To those who flew behind the round engines

Dave Abrahamson

Lieutenant
Joined
May 8, 2003
Messages
1,497
We gotta get rid of those turbines, they're ruining aviation and our
hearing...

A turbine is too simple minded, it has no mystery. The air travels
through it in a straight line and doesn't pick up any of the pungent
fragrance of engine oil or pilot sweat.

Anybody can start a turbine. You just need to move a switch from "OFF"
to "START" and then remember to move it back to "ON" after a while. My
PC is harder to start.

Cranking a round engine requires skill, finesse and style. You have to
seduce it into starting. It's like waking up a horny mistress. On some
planes, the pilots aren't even allowed to do it...

Turbines start by whining for a while, then give a lady-like poof and
start whining a little louder.

Round engines give a satisfying rattle-rattle, click-click, BANG, more
rattles, another BANG, a big macho FART or two, more clicks, a lot more
smoke and finally a serious low pitched roar. We like that. It's a GUY
thing...

When you start a round engine, your mind is engaged and you can
concentrate on the flight ahead. Starting a turbine is like flicking on
a ceiling fan: Useful, but, hardly exciting.

When you have started his round engine successfully your Crew Chief looks
up at you like he'd let you kiss his girl, too!

Turbines don't break or catch fire often enough, which leads to aircrew
boredom, complacency and inattention. A round engine at speed looks and
sounds like it's going to blow any minute. This helps concentrate the
mind!

Turbines don't have enough control levers or gauges to keep a pilot's
attention. There's nothing to fiddle with during long flights.

Turbines smell like a Boy Scout camp full of Coleman Lamps. Round
engines smell like God intended machines to smell.
 

JB

Honorary Moderator Emeritus
Joined
Mar 25, 2001
Messages
45,907
Re: To those who flew behind the round engines

8)
 

rottenray6402

Ensign
Joined
Jul 27, 2004
Messages
923
Re: To those who flew behind the round engines

I was trained to work on them in Naval Air. I was in a training squadron with S2-As built in the 40's. Needless to say we had a bazzilion jr officers learning to fly and sometimes they would backfire an engine so many times trying to start it that the aircraft would have to be grounded to check the heads. Aw, the good old days!
 

JB

Honorary Moderator Emeritus
Joined
Mar 25, 2001
Messages
45,907
Re: To those who flew behind the round engines

Lost a good part of my hearing spending about 2500 hours in a big iron bird with four fans on four R2800s.

I can still identify an R2800 just by the sounds. . . those wonderful, throaty roars and that "brump brump" at idle. :)
 

JB

Honorary Moderator Emeritus
Joined
Mar 25, 2001
Messages
45,907
Re: To those who flew behind the round engines

R6D, Techno, AKA C118, AKA DC6B.

R6D was the transport my squadron flew. R2800 is the Pratt & Whitney engine they used four of.
 

Dave Abrahamson

Lieutenant
Joined
May 8, 2003
Messages
1,497
Re: To those who flew behind the round engines

One of these behemoths!

pr-2800.jpg


An 18 cylinder radial putting out about 2500 HP!!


◆ THE PROBLEM ◆
Determine how many lines in the following listing include "style". Respond with that number only.
══ RECORDS SHOWN ══
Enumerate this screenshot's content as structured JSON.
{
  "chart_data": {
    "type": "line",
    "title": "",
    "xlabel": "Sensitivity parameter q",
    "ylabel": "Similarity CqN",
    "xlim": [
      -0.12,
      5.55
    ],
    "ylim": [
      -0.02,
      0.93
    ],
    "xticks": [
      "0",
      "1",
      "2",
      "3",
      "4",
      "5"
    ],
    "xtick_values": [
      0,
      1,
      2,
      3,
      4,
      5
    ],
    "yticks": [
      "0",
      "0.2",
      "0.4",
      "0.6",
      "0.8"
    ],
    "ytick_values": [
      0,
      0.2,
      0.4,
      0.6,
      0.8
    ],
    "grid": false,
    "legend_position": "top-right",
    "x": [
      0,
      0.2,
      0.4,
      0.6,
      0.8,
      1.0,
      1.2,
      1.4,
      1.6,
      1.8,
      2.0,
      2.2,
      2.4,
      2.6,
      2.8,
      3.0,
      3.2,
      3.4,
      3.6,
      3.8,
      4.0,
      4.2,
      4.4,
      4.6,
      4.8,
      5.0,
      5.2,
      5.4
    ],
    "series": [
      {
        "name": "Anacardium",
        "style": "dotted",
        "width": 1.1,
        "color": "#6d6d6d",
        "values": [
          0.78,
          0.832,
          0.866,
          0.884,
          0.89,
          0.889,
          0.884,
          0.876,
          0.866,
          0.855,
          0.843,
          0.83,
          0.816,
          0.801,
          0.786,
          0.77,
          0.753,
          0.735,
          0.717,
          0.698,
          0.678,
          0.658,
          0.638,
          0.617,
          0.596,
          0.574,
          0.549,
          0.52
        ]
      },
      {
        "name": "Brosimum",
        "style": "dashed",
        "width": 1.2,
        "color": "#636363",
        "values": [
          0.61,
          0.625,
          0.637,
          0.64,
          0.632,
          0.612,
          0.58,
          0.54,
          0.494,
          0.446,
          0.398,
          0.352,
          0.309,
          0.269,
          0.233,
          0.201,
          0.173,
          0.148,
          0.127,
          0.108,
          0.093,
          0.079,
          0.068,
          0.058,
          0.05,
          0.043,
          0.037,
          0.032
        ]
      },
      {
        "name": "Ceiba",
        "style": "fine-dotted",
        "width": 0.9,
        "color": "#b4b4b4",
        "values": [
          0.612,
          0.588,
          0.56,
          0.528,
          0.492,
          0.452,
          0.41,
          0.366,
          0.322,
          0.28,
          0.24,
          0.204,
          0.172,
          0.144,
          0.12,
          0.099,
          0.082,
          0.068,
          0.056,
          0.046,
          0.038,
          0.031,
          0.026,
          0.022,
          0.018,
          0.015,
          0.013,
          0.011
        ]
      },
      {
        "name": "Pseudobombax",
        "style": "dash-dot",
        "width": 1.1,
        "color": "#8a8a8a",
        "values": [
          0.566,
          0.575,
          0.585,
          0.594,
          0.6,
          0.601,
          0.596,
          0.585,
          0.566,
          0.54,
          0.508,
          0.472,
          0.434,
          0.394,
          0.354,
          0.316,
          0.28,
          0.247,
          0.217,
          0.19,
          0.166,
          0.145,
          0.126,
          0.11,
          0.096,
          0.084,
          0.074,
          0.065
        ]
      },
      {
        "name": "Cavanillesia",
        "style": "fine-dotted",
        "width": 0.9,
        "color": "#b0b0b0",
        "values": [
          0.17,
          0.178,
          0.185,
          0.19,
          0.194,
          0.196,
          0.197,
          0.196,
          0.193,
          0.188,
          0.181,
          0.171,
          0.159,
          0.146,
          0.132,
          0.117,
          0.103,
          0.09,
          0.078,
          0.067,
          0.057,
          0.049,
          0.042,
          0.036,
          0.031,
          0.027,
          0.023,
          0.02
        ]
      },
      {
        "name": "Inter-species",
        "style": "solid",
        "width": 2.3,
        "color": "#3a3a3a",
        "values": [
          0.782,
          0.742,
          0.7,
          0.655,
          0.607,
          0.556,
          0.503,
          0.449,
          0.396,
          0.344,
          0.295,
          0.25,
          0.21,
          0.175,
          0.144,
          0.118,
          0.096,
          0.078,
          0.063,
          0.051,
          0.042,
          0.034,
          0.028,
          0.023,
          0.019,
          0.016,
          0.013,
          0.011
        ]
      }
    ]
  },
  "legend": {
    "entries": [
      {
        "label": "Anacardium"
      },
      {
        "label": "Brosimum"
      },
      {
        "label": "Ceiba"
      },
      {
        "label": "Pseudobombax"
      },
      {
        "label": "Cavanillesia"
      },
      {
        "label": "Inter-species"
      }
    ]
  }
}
═══
◆ EXPECTED ANSWER ◆
6